Wednesday, 19 September 2012
18. Feminism and Installation
Installation art’s multi-perspectivalism
was viewed as emancipatory and
in contrast to single-point perspective,
which in its centring of the viewer
in a position of mastery was for feminists
marked by patriarchal power relations.
• Judy Chicago Dinner Party 1974 San Francisco Museum of • “This discourse of decentring has
Modern Art had particularly influence on the
writing of art critics sympathetic
to feminist and postcolonial
One of the first openly female- theory, who argue that fantasies
centered art installations,
Womanhouse - a series of fantasy of ‘centring’ perpetuated by
environments exploring the various dominant ideology are
personal meanings and gender masculinist, racist and
construction of domestic space - was
created by students of the Feminist conservative; this is because
Art Program along with a number of there is no one ‘right’ way of
local Los Angeles, CA artists, first
conceived by Paula Harper and
looking at the world, nor any
spearheaded by Judy Chicago and privileged place from which such
Miriam Schapiro. judgements can be made.” (Bishop, C,
Installation Art, p 13)
Wednesday, 19 September 2012
21. The Active Spectator
• To see yourself seeing.
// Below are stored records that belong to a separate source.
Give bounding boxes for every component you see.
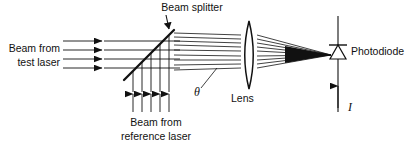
beam-splitter-label: Beam splitter (155, 1, 229, 13)
reference-laser-beam (133, 36, 169, 112)
combined-ray (174, 55, 241, 56)
theta-leader-line (201, 68, 217, 88)
combined-ray (174, 64, 241, 65)
diagram-canvas (0, 0, 415, 145)
beam-splitter (124, 30, 174, 80)
lens-label: Lens (231, 92, 254, 104)
theta-label: θ (194, 86, 200, 98)
photodiode-triangle (330, 45, 346, 59)
optics-diagram-figure: Beam splitter Beam from test laser Beam … (0, 0, 415, 145)
reference-laser-label-line1: Beam from (111, 116, 201, 128)
combined-beam-to-lens (174, 33, 241, 70)
combined-ray (174, 68, 241, 70)
combined-ray (174, 33, 241, 35)
reference-laser-label-line2: reference laser (105, 130, 207, 142)
converging-beam (257, 35, 331, 68)
combined-ray (174, 37, 241, 39)
test-laser-label-line2: test laser (0, 56, 60, 68)
test-laser-beam (63, 41, 180, 68)
test-laser-label-line1: Beam from (0, 42, 60, 54)
combined-ray (174, 45, 241, 47)
current-label: I (348, 101, 352, 113)
combined-ray (174, 50, 241, 51)
beam-splitter-pointer (166, 15, 169, 29)
lens (245, 21, 254, 89)
photodiode-label: Photodiode (351, 45, 404, 57)
combined-ray (174, 41, 241, 43)
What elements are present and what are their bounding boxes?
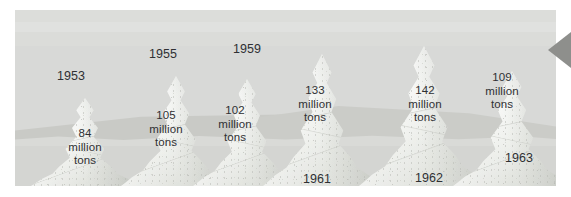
year-label-1953: 1953: [41, 69, 101, 84]
amount-label-1953: 84 million tons: [53, 127, 117, 168]
sky-band-top: [15, 10, 556, 22]
amount-label-1955: 105 million tons: [134, 109, 198, 150]
sky-band-middle: [15, 22, 556, 32]
year-label-1963: 1963: [489, 151, 549, 166]
year-label-1961: 1961: [287, 172, 347, 186]
amount-label-1961: 133 million tons: [283, 84, 347, 125]
sky-band-lower: [15, 32, 556, 46]
amount-label-1963: 109 million tons: [470, 71, 534, 112]
amount-label-1959: 102 million tons: [203, 104, 267, 145]
illustration-panel: 195384 million tons1955105 million tons1…: [15, 10, 556, 186]
amount-label-1962: 142 million tons: [393, 84, 457, 125]
left-triangle-pointer-icon: [548, 32, 571, 68]
screenshot-root: 195384 million tons1955105 million tons1…: [0, 0, 571, 197]
year-label-1962: 1962: [399, 171, 459, 186]
year-label-1959: 1959: [217, 42, 277, 57]
year-label-1955: 1955: [133, 47, 193, 62]
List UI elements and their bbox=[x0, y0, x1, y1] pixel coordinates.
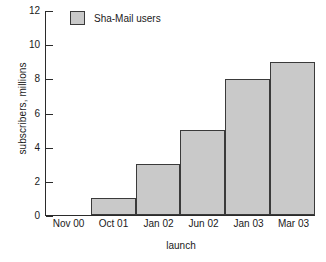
bar-mar-03[interactable] bbox=[270, 62, 315, 215]
y-axis-tick-label: 10 bbox=[20, 40, 40, 50]
y-axis-tick-labels: 024681012 bbox=[16, 0, 40, 262]
bar-jun-02[interactable] bbox=[180, 130, 225, 215]
y-axis-tick-label: 4 bbox=[20, 143, 40, 153]
y-axis-tick-label: 6 bbox=[20, 109, 40, 119]
y-axis-tick-label: 8 bbox=[20, 74, 40, 84]
x-axis-tick-label: Oct 01 bbox=[91, 218, 136, 230]
bar-slot bbox=[136, 11, 181, 215]
legend-label: Sha-Mail users bbox=[94, 13, 161, 24]
bar-slot bbox=[180, 11, 225, 215]
x-axis-tick-label: Jan 02 bbox=[136, 218, 181, 230]
x-axis-tick-label: Nov 00 bbox=[46, 218, 91, 230]
y-axis-tick-label: 12 bbox=[20, 6, 40, 16]
bar-slot bbox=[225, 11, 270, 215]
bar-chart: subscribers, millions 024681012 Nov 00Oc… bbox=[0, 0, 326, 262]
x-axis-title: launch bbox=[46, 240, 316, 251]
y-axis-tick-label: 2 bbox=[20, 177, 40, 187]
bar-jan-03[interactable] bbox=[225, 79, 270, 215]
plot-area bbox=[45, 11, 315, 216]
legend-swatch-icon bbox=[70, 11, 85, 25]
bar-series-sha-mail-users bbox=[46, 11, 315, 215]
x-axis-tick-labels: Nov 00Oct 01Jan 02Jun 02Jan 03Mar 03 bbox=[46, 218, 316, 230]
bar-slot bbox=[46, 11, 91, 215]
bar-slot bbox=[270, 11, 315, 215]
x-axis-tick-label: Jan 03 bbox=[226, 218, 271, 230]
x-axis-line bbox=[45, 215, 315, 216]
x-axis-tick-label: Mar 03 bbox=[271, 218, 316, 230]
y-axis-tick-label: 0 bbox=[20, 211, 40, 221]
legend: Sha-Mail users bbox=[70, 11, 161, 25]
y-axis-tick-mark bbox=[46, 216, 53, 217]
x-axis-tick-label: Jun 02 bbox=[181, 218, 226, 230]
bar-slot bbox=[91, 11, 136, 215]
bar-oct-01[interactable] bbox=[91, 198, 136, 215]
bar-jan-02[interactable] bbox=[136, 164, 181, 215]
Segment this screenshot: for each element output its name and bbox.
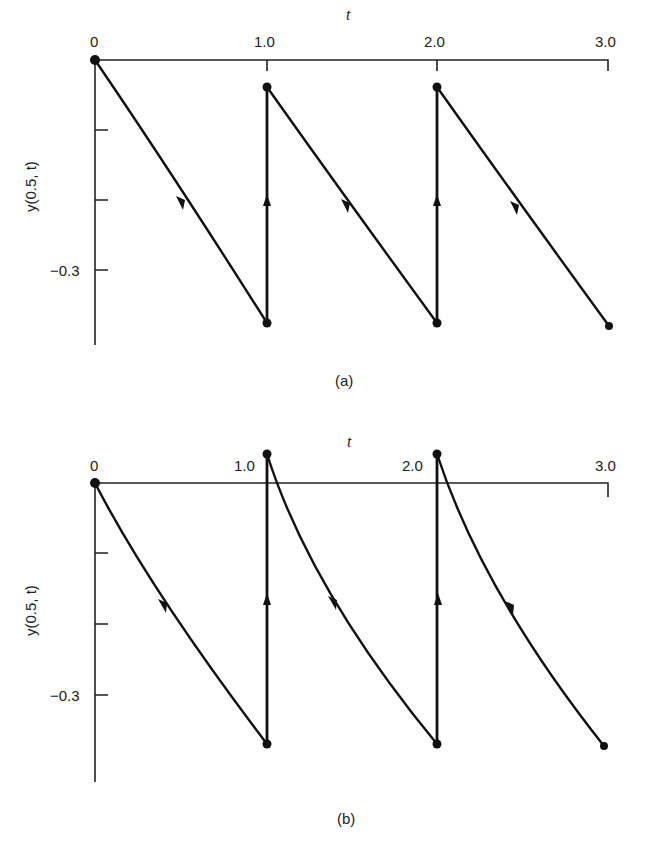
x-tick-label: 1.0 xyxy=(234,457,255,474)
curve-segment xyxy=(437,454,604,746)
arrow-up-icon xyxy=(263,593,271,605)
curve-segment xyxy=(267,87,437,323)
curve-segment xyxy=(95,483,267,744)
data-point xyxy=(90,478,100,488)
y-axis-ticks xyxy=(95,553,108,695)
y-axis-title: y(0.5, t) xyxy=(22,585,39,636)
arrow-down-icon xyxy=(176,196,185,210)
panel-caption: (b) xyxy=(337,810,355,827)
figure: t 0 1.0 2.0 3.0 −0.3 y(0.5, t) (a) xyxy=(0,0,666,847)
x-tick-label: 3.0 xyxy=(595,457,616,474)
data-point xyxy=(433,83,442,92)
y-axis-title: y(0.5, t) xyxy=(22,161,39,212)
x-axis-ticks xyxy=(267,60,437,71)
data-point xyxy=(263,319,272,328)
x-tick-label: 2.0 xyxy=(424,33,445,50)
data-point xyxy=(90,55,100,65)
x-axis-title: t xyxy=(347,433,352,450)
data-point xyxy=(600,742,608,750)
panel-a: t 0 1.0 2.0 3.0 −0.3 y(0.5, t) (a) xyxy=(22,6,616,389)
x-axis-title: t xyxy=(346,6,351,23)
y-tick-label: −0.3 xyxy=(50,687,80,704)
curve-segment xyxy=(95,60,267,323)
arrow-down-icon xyxy=(505,601,514,615)
panel-caption: (a) xyxy=(335,372,353,389)
arrow-down-icon xyxy=(328,596,337,610)
arrow-down-icon xyxy=(510,201,519,215)
x-tick-label: 0 xyxy=(90,33,98,50)
x-tick-label: 1.0 xyxy=(254,33,275,50)
data-point xyxy=(433,319,442,328)
curve-segment xyxy=(437,87,609,326)
data-point xyxy=(263,450,272,459)
x-axis xyxy=(95,483,608,497)
arrow-up-icon xyxy=(263,194,271,206)
panel-b: t 0 1.0 2.0 3.0 −0.3 y(0.5, t) (b) xyxy=(22,433,616,827)
arrow-up-icon xyxy=(433,194,441,206)
data-point xyxy=(263,83,272,92)
data-point xyxy=(263,740,272,749)
data-point xyxy=(433,740,442,749)
x-tick-label: 2.0 xyxy=(402,457,423,474)
curve-segment xyxy=(267,454,437,744)
data-point xyxy=(605,322,613,330)
data-point xyxy=(433,450,442,459)
y-axis-ticks xyxy=(95,130,108,270)
x-tick-label: 3.0 xyxy=(595,33,616,50)
arrow-up-icon xyxy=(434,593,442,605)
x-tick-label: 0 xyxy=(90,457,98,474)
x-axis xyxy=(95,60,608,71)
y-tick-label: −0.3 xyxy=(50,262,80,279)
To engender a critical,
self conscious, reflexsive attitude to the activity
of looking at art in a space.
• An active viewer - directly addressed. The
interdependence of the work of art and the
viewer :
• “the active nature of the viewer’s role within
[installations], and the importance of first hand
experience , came to be regarded as an
empowering alternative to the pacifying effects of
mass-media.” (Bishop Installation Art)
•
Wednesday, 19 September 2012
22. Active
Spectatorship
“This activation is, moreover,
regarded as emmancipatory, since
it is analogous to the viewers
engagement in the world. A
transitive relationship therefore
comes to be implied between
‘activated spectatorship’ and active
engagement in the social political
arena’
(Bishop, C, Installation Art, pg. 11)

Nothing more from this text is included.